Floods Kill Over 1,100 in Asia

Devastating floods across Sri Lanka, Indonesia, Thailand, and Malaysia have claimed over one thousand lives, so far.

Sri Lanka: Cyclone Ditwah has triggered floods and landslides; 390 dead, 228 missing, 1.1 million people impacted. International aid has been requested by the government.

Indonesia: 604 dead and counting, 460+ missing. Aceh, North Sumatra, and West Sumatra hardest hit; hundreds of thousands evacuated.

Thailand: 176 dead; 2.6 million people are affected. Southern Thailand hardest hit due to submerged communities.

Malaysia: 2 dead, 34,000 people evacuated.

Military and emergency services are scrambling across affected provinces, as the region braces for ongoing recovery.


🌍 Conflict Watch

676 million women, that is nearly 17% of the global female population lived within 50 km of a deadly conflict in 2024-2025. That’s the highest since the Cold War.

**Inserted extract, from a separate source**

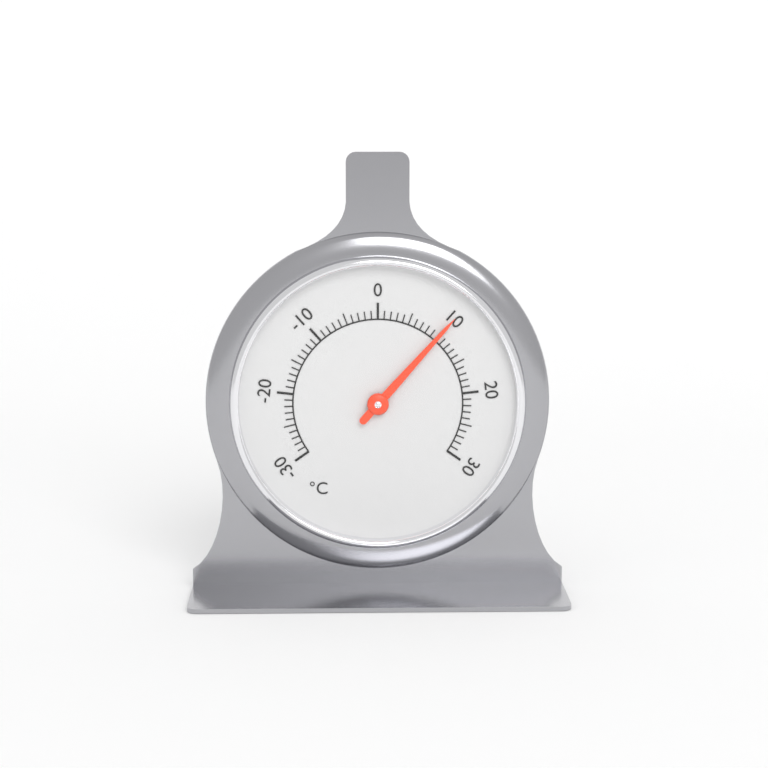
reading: 10 °C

At The Chief Brief, we’re committed to keeping you updated weekly on the conflicts often forgotten, and keep a spotlight on the women trapped on the frontlines of today’s wars.

Here are this week’s updates:

Russia–Ukraine War

Russia has made its biggest advance in a year, pushing towards Pokrovsk, a strategic transit hub whose fall would choke Ukrainian supply lines. There have been reports pointing to a new U.S. peace-plan framework, chatter around possible NATO “pre-emptive strikes”, and suggestions of another U.S.-brokered deal on the table.

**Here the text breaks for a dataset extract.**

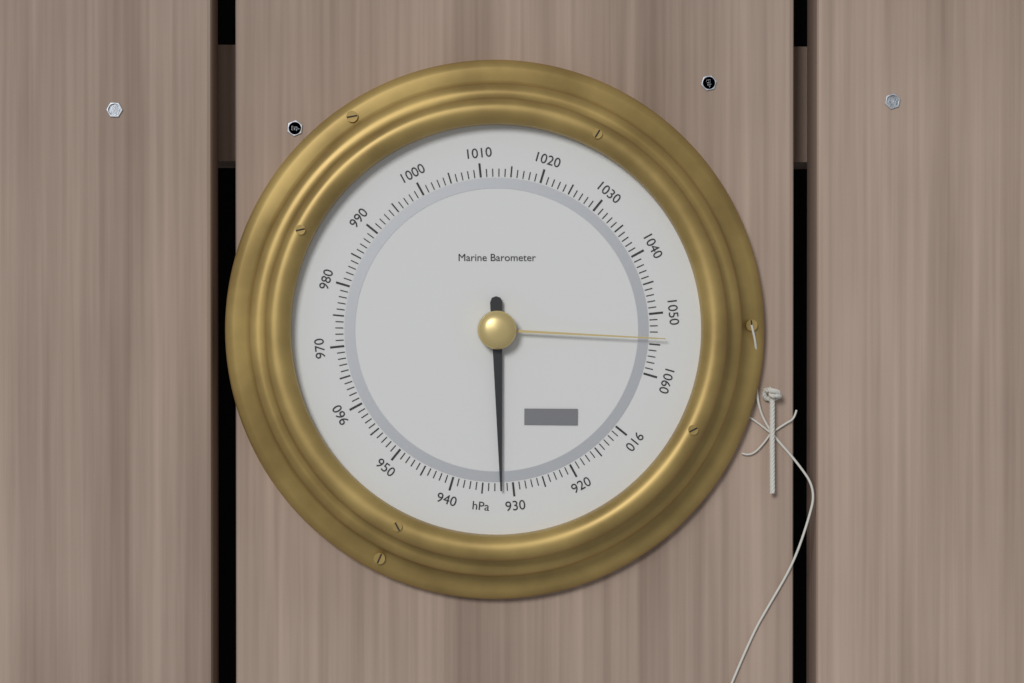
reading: 932 hPa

Israel–Gaza Armed Conflict

Gaza’s Hamas-run health ministry reports 70,100 people have been killed since Israel’s offensive began in 2023, with 350+ deaths recorded after the U.S.-brokered 10 October 2025 ceasefire. Pope Leo XIV has reiterated the Holy See’s long-held view: a two-state solution remains “the only solution”.

Israel–Lebanon War

Despite the U.S.-brokered November 2024 ceasefire, Israel’s strikes on alleged Hezbollah targets continue. The latest hit an apartment block in Beirut, killing at least five and wounding 28. Lebanon’s health ministry says more than 270 people have been killed and around 850 wounded by Israeli actions since the ceasefire.

Israel–Syria War

Tensions are rising after hundreds of Israeli strikes in Syria. The deadliest yet reportedly killed 13 people last week, with Israel claiming it targeted an Islamist group. U.S. President Donald Trump warned Israel on social media against destabilising Syria’s new leadership, hours before calling Prime Minister Netanyahu.

Sudan Civil War

A ‘FRANCE 24 Observers’ investigation reports the first proof of the use of chemical weapons in the civil war. The investigation reveals chlorine gas was used by Sudan’s army to retake a refinery from the RSF, with barrels dropped near Khartoum on 5 and 13 September 2024. Read more at France 24

In the meantime, Washington’s senior Africa envoy, Massad Boulos, has rejected claims that the latest U.S.-backed ceasefire plan is biased. Sudan’s army says any peace proposal involving the UAE will remain unacceptable, accusing Abu Dhabi of supporting the RSF, an allegation the UAE denies.

DRC–Rwanda Backed Conflict

President Donald Trump is set to host DRC President Félix Tshisekedi and Rwanda’s Paul Kagame for what the White House is billing as a “historic peace and economic agreement”. The conflict, driven by alleged Rwandan support for M23 rebels, continues to devastate eastern DRC.

Congolese Nobel Peace Laureate Dr Denis Mukwege has condemned the Washington–Doha initiative as “illegitimate” and incapable of bringing lasting peace, accusing foreign players of “predatory” designs on the region’s mineral wealth.

Haiti Civil Unrest

Heavily armed gangs rampaged through Haiti’s central region over the weekend, killing civilians, torching homes and forcing families to flee overnight. Police say 50% of the Artibonite region of Haiti is now under gang control. 1.4 million people are now displaced and more than half the population facing crisis-level hunger.

Pakistan–Afghanistan Border (Durand Line)

Saudi Arabia quietly convened direct talks between Pakistan and Afghanistan (per sources) to ease soaring tensions over cross-border militancy. The Riyadh meeting has seemingly ended without progress, with both sides sticking firmly to long-held positions and no public acknowledgement the talks even happened.